Miss Charlotte’s (4193 Minnesota Ave., NE; 202-397-8517) is a long way from Johnny’s Half Shell—a different world even if it’s in the same city. Its signature crab cake (four ounces $7.45, six ounces $9.70) is served in a Styrofoam container, and unlike the $32.50 version at Johnny’s, no lobbyist is going to bring a client to try it. But it sure is good: lump meat and backfin mixed with mayo and mustard, molded into thick, fist-size patties, and dunked in hot oil. The outsides are a gorgeous light amber and curiously dimpled (for more surface crunch); the insides are creamy.
The $28 short ribs at Central Michel Richard are separated from their bones, cooked at low heat for 72 hours, and finished on the stove. The slow cooking produces meat of incomparable lusciousness. Kerry Britt at KBQ Real Barbecue (12500-B1 Fairwood Pkwy., Bowie; 301-352-8111) achieves a similar effect with his marvelous brisket ($10.29 with two sides), which he smokes for hours until the meat is somewhere between liquid and solid. The thick slices are flanked by your choice of sides (we like the smoky, sweet beans). Meat this cheap is seldom this good.
Blustery evenings are perfect for lingering over a big pot of moules à la marinière—mussels steamed in white wine and showered with parsley—with a baguette and blond ale. It’s hard to beat the tiny bivalves served for $19.95 at the French bistro Café du Parc, but the plumper Prince Edward Island specimens ($16) swimming in aromatic broth at Granville Moore’s (1238 H St., NE; 202-399-2546) come close. And they’re even sweeter Mondays between 5 and 7, when a shareable portion is $10.
A $29.50 bowl of shrimp ’n’ grits, bringing together head-on shrimp, house-made andouille sausage, and sweet-onion ravigote, is the most popular dish at Jeff Buben’s Vidalia. A few blocks away, a humbler rendition of the low-country specialty appears most Thursdays at C.F. Folks (1225 19th St., NW; 202-293-0162), a feisty downtown lunch institution. The shrimp aren’t as photogenic, the sausage isn’t house-made, and instead of ravigote there’s a white-wine sauce, but it’s a tasty, generous plate for $11.95.
The $17 appetizer of fried Ipswich clams at the seafood restaurant Kinkead’s is close to perfect: The clams are crisp, chewy, greaseless, and accompanied by house-made tartar sauce and frizzled lemon slices. At the much more casual Georgetown fish shack Tackle Box (3245 M St., NW; 202-337-8269), fried clams—full-belly in summer—also make a stellar appearance in a pile with tartar sauce or in a made-for-the-restaurant bun as a clam roll (each $12).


[TASK REQUIREMENTS]:
Please return every line in the following data that includes the string "Logical".

+--

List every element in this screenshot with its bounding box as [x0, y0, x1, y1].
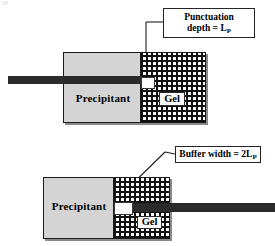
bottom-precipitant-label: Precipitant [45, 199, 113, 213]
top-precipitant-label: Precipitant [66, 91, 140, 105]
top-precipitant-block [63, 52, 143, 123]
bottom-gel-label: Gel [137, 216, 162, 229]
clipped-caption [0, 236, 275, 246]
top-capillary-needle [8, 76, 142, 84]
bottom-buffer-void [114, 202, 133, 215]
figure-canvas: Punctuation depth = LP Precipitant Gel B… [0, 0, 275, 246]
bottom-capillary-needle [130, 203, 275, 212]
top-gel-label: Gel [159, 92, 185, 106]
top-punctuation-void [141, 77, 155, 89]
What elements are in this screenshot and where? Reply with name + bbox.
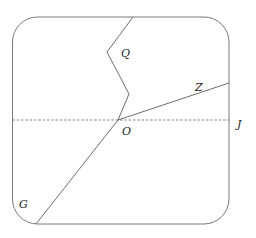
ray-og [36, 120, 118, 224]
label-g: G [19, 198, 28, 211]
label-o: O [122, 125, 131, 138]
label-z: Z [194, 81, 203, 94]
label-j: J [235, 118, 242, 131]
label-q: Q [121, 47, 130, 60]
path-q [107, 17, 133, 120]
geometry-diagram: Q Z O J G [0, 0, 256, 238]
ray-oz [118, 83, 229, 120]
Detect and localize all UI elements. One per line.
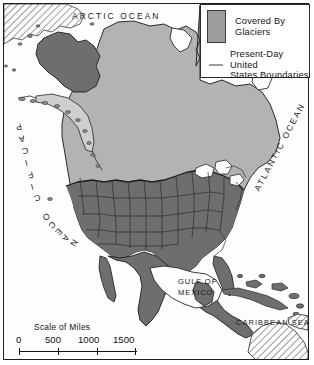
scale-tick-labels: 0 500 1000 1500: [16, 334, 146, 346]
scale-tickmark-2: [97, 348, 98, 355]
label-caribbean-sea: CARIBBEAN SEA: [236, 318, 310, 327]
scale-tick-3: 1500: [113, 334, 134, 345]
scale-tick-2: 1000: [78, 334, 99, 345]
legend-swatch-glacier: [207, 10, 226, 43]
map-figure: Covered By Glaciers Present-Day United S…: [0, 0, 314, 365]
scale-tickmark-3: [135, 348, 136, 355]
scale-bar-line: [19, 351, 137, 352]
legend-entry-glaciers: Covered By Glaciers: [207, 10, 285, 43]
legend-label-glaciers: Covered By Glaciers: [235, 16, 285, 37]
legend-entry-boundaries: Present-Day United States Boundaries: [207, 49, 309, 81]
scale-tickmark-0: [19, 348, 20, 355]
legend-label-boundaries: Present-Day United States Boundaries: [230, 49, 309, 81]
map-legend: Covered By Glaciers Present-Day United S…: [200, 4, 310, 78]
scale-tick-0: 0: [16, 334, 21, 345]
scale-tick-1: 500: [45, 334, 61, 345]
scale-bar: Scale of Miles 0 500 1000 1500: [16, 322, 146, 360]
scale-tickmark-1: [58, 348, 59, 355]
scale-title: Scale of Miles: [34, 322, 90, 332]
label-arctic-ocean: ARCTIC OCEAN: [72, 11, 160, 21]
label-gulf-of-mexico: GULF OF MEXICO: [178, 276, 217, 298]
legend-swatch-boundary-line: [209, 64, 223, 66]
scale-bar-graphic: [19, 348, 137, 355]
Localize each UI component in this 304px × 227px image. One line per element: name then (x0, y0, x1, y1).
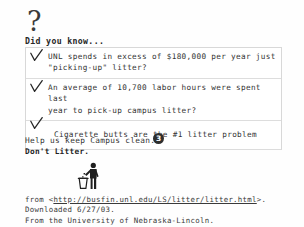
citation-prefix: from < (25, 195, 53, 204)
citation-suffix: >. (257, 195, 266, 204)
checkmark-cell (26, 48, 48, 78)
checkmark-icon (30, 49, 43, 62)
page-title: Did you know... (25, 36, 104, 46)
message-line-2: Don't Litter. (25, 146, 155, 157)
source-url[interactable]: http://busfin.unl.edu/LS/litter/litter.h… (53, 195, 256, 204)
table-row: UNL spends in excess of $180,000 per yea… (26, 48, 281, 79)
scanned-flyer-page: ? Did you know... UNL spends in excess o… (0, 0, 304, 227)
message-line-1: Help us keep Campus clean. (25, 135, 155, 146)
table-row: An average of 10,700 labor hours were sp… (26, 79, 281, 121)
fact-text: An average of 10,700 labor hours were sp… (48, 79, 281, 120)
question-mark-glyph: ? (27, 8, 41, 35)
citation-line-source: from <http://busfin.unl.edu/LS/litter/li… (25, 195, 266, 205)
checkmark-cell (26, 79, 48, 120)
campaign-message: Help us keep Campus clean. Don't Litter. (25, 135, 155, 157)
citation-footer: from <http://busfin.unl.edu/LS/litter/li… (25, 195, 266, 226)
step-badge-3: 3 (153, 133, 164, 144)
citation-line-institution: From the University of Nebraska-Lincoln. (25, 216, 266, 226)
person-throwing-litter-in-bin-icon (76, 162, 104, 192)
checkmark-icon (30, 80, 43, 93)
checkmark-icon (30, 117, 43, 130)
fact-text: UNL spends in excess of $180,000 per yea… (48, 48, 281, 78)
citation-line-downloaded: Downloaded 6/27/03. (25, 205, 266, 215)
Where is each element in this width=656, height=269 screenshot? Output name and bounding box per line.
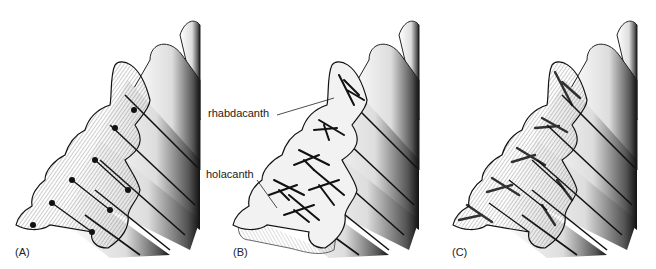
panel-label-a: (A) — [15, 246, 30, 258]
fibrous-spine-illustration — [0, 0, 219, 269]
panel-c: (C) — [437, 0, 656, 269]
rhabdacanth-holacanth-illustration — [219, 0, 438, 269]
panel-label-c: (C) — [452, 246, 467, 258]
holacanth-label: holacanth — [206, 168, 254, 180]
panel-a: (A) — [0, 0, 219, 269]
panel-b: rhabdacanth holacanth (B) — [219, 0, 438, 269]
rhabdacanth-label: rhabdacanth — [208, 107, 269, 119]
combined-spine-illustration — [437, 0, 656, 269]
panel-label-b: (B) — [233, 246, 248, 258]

+--

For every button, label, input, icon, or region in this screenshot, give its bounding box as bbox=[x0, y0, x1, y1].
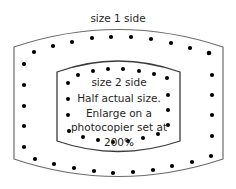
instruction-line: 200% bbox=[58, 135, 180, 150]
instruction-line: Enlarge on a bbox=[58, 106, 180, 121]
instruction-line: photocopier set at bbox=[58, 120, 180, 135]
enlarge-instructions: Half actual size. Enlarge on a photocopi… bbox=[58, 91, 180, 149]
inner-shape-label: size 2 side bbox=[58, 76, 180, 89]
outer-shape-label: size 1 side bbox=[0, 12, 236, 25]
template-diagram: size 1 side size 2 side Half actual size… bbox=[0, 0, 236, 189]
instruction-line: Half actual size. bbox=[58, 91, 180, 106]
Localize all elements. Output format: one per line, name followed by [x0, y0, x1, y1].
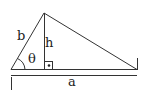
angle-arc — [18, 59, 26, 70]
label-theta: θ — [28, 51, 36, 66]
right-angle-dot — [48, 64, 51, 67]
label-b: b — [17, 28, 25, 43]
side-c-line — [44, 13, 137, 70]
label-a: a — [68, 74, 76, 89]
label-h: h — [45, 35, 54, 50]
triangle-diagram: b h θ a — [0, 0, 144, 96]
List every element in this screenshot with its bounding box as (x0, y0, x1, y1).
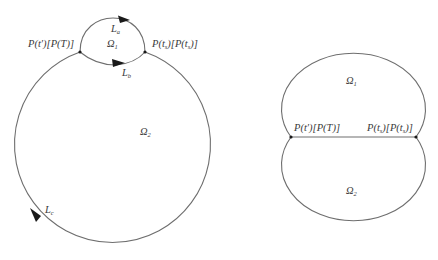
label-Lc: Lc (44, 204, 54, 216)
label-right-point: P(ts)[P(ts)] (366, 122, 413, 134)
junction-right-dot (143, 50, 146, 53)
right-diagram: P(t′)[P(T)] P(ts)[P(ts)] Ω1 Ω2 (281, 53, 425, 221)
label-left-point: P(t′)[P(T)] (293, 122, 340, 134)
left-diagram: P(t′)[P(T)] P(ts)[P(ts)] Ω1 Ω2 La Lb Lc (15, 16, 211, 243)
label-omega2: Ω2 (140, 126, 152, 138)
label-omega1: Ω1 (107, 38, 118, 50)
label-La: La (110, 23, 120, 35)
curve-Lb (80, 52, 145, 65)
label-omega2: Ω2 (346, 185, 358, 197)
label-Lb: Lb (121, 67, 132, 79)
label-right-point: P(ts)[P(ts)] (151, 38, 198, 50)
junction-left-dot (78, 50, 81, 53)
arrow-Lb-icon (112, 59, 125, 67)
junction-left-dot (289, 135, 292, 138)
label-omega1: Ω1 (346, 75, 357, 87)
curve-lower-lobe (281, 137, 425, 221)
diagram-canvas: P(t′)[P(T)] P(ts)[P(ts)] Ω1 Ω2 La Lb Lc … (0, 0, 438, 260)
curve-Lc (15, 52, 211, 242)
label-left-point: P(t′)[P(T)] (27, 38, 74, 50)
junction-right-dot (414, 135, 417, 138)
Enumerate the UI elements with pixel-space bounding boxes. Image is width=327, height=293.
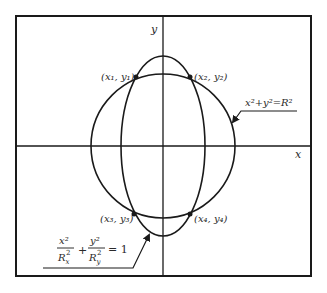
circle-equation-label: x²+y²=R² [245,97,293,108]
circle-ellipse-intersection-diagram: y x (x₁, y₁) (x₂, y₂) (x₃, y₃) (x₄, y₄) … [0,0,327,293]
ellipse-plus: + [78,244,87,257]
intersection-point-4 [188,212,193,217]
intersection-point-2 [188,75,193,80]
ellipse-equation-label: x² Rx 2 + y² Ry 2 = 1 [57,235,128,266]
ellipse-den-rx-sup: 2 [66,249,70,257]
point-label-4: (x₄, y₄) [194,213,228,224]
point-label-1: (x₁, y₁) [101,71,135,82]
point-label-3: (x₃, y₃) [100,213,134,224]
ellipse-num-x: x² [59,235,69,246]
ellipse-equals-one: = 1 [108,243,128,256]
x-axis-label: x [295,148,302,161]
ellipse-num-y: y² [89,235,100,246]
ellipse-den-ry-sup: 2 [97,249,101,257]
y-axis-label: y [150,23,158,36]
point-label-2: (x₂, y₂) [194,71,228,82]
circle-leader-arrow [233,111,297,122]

+--

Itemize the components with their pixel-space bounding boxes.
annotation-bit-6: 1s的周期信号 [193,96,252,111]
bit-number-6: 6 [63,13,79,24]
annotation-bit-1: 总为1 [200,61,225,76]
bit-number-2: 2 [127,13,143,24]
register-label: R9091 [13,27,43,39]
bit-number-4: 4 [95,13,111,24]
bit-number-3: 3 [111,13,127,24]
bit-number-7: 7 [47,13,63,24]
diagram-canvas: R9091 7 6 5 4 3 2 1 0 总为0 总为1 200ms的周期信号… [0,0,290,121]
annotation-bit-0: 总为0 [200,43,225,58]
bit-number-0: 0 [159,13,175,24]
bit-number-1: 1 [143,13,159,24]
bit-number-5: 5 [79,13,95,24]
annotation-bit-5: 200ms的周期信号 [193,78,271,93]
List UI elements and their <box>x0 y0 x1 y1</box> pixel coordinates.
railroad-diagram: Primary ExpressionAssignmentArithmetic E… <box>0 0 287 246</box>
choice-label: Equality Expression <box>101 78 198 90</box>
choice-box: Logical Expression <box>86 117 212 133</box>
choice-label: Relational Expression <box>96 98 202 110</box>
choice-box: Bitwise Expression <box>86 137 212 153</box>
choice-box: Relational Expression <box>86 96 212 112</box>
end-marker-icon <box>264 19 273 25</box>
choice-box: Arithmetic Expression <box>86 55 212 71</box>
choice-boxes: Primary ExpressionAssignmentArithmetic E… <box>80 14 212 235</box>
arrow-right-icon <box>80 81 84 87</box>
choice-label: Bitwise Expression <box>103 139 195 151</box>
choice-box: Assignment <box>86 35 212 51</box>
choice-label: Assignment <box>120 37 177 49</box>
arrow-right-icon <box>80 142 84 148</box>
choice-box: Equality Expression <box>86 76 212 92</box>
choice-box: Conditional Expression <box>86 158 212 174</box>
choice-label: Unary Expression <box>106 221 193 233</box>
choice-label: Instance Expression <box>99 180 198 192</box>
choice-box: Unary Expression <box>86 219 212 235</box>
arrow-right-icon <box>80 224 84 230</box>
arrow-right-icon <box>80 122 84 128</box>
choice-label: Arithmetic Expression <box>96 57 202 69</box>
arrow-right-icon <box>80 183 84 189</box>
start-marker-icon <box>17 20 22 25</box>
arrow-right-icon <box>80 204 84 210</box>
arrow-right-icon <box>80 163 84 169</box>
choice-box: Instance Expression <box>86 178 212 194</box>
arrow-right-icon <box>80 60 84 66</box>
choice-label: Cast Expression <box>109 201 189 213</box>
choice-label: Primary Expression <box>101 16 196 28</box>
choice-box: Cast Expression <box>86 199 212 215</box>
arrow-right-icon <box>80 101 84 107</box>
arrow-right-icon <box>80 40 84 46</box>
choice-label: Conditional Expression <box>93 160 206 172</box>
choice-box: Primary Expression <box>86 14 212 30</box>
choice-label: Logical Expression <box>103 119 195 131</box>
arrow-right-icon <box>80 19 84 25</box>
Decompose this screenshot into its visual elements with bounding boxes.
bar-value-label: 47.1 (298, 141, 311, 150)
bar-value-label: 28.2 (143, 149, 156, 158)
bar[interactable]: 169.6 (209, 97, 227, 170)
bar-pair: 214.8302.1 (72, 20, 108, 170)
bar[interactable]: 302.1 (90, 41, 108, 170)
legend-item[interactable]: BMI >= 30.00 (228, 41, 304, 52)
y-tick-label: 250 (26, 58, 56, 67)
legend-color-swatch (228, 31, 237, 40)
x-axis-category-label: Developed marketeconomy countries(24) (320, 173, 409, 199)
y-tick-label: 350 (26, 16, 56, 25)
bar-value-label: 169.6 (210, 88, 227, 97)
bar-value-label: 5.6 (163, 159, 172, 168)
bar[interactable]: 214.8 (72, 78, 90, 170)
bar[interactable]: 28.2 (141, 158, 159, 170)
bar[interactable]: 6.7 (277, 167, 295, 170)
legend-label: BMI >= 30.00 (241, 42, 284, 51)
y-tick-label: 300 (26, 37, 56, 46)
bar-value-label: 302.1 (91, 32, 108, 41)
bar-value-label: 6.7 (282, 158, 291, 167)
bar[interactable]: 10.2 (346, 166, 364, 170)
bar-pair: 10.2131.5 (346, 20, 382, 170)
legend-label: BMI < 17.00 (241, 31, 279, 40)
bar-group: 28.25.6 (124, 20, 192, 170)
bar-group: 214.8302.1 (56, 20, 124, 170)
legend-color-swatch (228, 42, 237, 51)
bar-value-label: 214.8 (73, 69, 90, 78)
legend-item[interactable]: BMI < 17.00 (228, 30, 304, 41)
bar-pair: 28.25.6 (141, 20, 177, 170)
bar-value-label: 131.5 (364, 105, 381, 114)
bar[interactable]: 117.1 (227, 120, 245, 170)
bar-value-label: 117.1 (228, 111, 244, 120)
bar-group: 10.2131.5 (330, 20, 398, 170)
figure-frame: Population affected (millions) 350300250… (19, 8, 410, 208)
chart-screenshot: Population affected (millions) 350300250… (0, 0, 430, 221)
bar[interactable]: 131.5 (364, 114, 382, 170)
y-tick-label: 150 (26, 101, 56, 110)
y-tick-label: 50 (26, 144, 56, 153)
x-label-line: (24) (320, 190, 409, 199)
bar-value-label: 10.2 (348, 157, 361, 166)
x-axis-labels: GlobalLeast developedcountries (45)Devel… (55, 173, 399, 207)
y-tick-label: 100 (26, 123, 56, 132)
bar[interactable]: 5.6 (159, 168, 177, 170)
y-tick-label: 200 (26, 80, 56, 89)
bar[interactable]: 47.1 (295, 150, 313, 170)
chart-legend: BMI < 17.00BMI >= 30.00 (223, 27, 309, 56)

+--

[TASK OUTPUT]:
choice-box: Logical Expression <box>86 117 212 133</box>
choice-label: Logical Expression <box>103 119 195 131</box>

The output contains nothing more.